Fourth, an early adopter of RunSafe’s solution has been the U.S. intelligence community. As a DARPA spinout project this is no surprise. But such early adoption often comes at a price in the form of product, market, and service optimization that limits scale for the private sector. The team appears mindful of this potential trap and has taken a number of external and internal steps to avoid the pitfall. Early market beachheads include the data center market – physical plant infrastructure and virtualized software platforms – the autonomous transportation market, and the energy space. Meaningfully, the team has previous domain experience in these markets. A move into medical devices will come later. 

Finally, the team has a good sense of their “why” and the core motivation behind RunSafe Security. The team is building confidence, fostering trust, and providing integrity where it does not really exist. Similar to a forest that is vulnerable and infected from its root stock out to its leaves, the purpose of RunSafe is to isolate infection, build resistance, and prevent contagion. The team wants to make computing environments in several domains safe and secure with a technical approach to security that is unique, where the economic motivations of counter parties are fully addressed, and where decision makers – technical staffs, supply chain partners, leadership teams – feel confident about the integrity of their critical infrastructure. Fear often creates paralysis and RunSafe breaks this chain of doubt and uncertainty.

Around the topic of risks, there are two in my mind. First, the founders view their security approach as having broad applicability and I would agree. Essentially, any software device/platform that utilizes memory is relevant. As a current team of eleven, with an expectation to add twenty-five in 2019, will the firm’s product be too much of a good thing? CEO Saunders spoke a number of times about repeatability and automated deployment is going to have to become a well oiled machine. 

Second, the human talent RunSafe needs to grow is in short supply and the founders – with their significant industry experience – cannot scale. Company culture and knowledge transfers only so fast. CEO Saunders discussed the importance of CTO Britton’s role in finding the right development talent with skills honed from previous roles and a large professional network.

Neither of these challenges are new and every startup has both, but given what Alkemist solves for a very wide audience – even as they focus on a few beachheads – the challenge to say ‘no’ or ‘not now’ to new verticals could strain the team in significant ways.

Final Thoughts

In the early 1990s I worked as an assistant project manager for Andover Controls, a DDC systems automation building management solutions provider, in the UK. At the time, Honda Europe was consolidating their European operations in Swindon at an old RAF base. Andover Controls won the contract to install the heating and cooling systems in a number of plant areas designed to build European Civics. Twice a day I’d walk a loop of about 1.5 miles to visit areas we were responsible for because HVAC systems were isolated and siloed. While some industrial and OT environments remain walled off many are not and are therefore ripe for malware exploitation given all of the vulnerabilities discussed here.

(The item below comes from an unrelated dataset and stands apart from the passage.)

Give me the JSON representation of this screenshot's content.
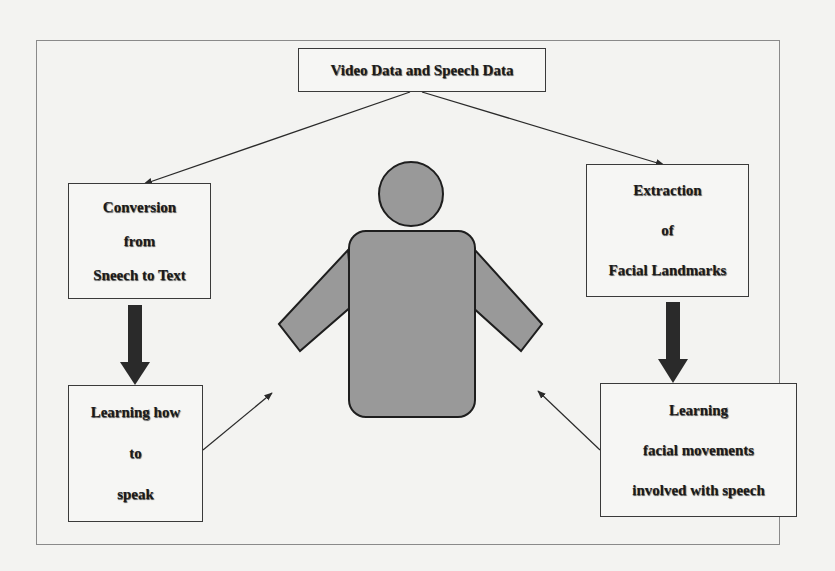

RunSafe is focused on industry domains with fragmented and uneven security architectures with a product designed to work in any computer memory environment, regardless of the legacy architecture. Thus, if a firm is running Windows 3.1 or Windows 95 to control valve pumps in a cooling system, Alkemist can run seamlessly with that legacy OS to protect the device. Alkemist can also run seamlessly on current cloud based infrastructure. Industrial clients can get the best of both worlds as they build world class products needing security and modernize their infrastructure with the same security tools and approach.

Schedule a Runsafe Demo

I look forward to watching how RunSafe grows over the next eighteen months and getting back in touch for an update on their progress.